Sometimes, articles promoting destinations further afield in Europe were included along with a wide range of pieces, on plays, music and songs, news from regional groups and from other countries.

It published regular news of hostels in Scotland, Northern Ireland and the republic of Ireland. The magazine also included articles by its editor and a range of writers, including Sir Charles Trevelyan, and his brother, the historian and first national president of YHA, G.M.Trevelyan.

A zest to everything

Edith was Sir Charles Trevelyan’s personal secretary and was also reckoned to be intimidating, business-like and forthright, masculine in her approach. Despite her terrifying demeanour, she was approachable, and “there was gold beneath her austere surface.”

She brought a zest to everything she did. She believed YHA should be run with an accent on youth and was in favour of simple (and comfortable) hostels and of encouraging juveniles to stay in them. She believed that in any well-ordered society Youth Hostels should have the financial support of the state, with a first call on the National Exechequer.

Where the water is always warm

Her views, in line with her employer’s, were socialist. She twice travelled to Russia in the company of Sir Charles. “First in 1935, when I visited Leningrad and Moscow, and again in 1939 when I spent two months inside the Soviet Union and saw a good deal of the superb holiday facilities which the Russians enjoy, in the Caucasus and on the Black Sea coast.”

On her second visit, she and Sir Charles travelled 2,000 miles, seeing, doing and talking (especially talking), as she remembered it. They spent a week within sight of Mount Elbruz, Europe’s highest mountain and ten days at Sochi, on the Black Sea “where the water is always warm and… the hostels of every kind most comfortable.”

She wrote with admiration of the physical fitness and “keeness” of the young people they met in hostels. Writing in 1942, her praise of the Russians and the Soviet state was in keeping with the British view of its ally at the time.

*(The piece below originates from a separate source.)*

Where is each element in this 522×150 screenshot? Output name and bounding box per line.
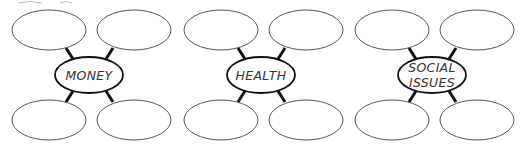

Better and longer holidays

In 1942 she wrote that she lived “in hope that enough of us in the YHA will survive to see our world organised on a basis of better and longer holidays, so that more of us may visit our Russian comrades in their vast land, when the present horrors are at an end and the work of building-up again has begun. Who knows? It may even be our privilege to help in the building-up, as some slight return for what they have already done for us.”

It was not to be so. In 1943, when she was 39, her career within YHA came to an end with the birth of a son, Martin. The father was her employer and lover, Sir Charles, with whom she had been carrying on an affair for years. He settled Edith and her son in a house on his estate, despite the anger of his wife.

“If he were an obscure person living in a small street, it would not matter,” his wife wrote angrily. “But he is a very prominent person, living in a great house and in the public eye. His good name will suffer…” * Sir Charles never acknowledged the boy as his own and the rest of the family remained silent on the presence of Edith and her son in their midst.

Never acknowledged

Sir Charles died in 1958, having never acknowledged Edith’s son as his own, and she died soon after. By then she was gone from YHA affairs. No mention was made of her departure though her passion was recognised with an obituary in the magazine she had once edited.

She was also a keen photographer and some of her photos are still in the YHA archive, a wonderful record of the pioneering years of youth hostels in Northumberland.

Tom Stephenson, promoter of the Pennine Way and a leading campaigner for walkers’ rights, followed her as editor of The Rucksack.

Notes

*Spartcus Educational https://spartacus-educational.com/TUtrevelyan.htm

Other quotes are from Rucksack, Midsummer 1942 and Youth Hosteller, March 1958 p5, courtesy YHA.

Image of Edith Bulmer with a crowd of friends at Wallington, courtesy YHA archive, Cadbury Research Library, University of Birmingham.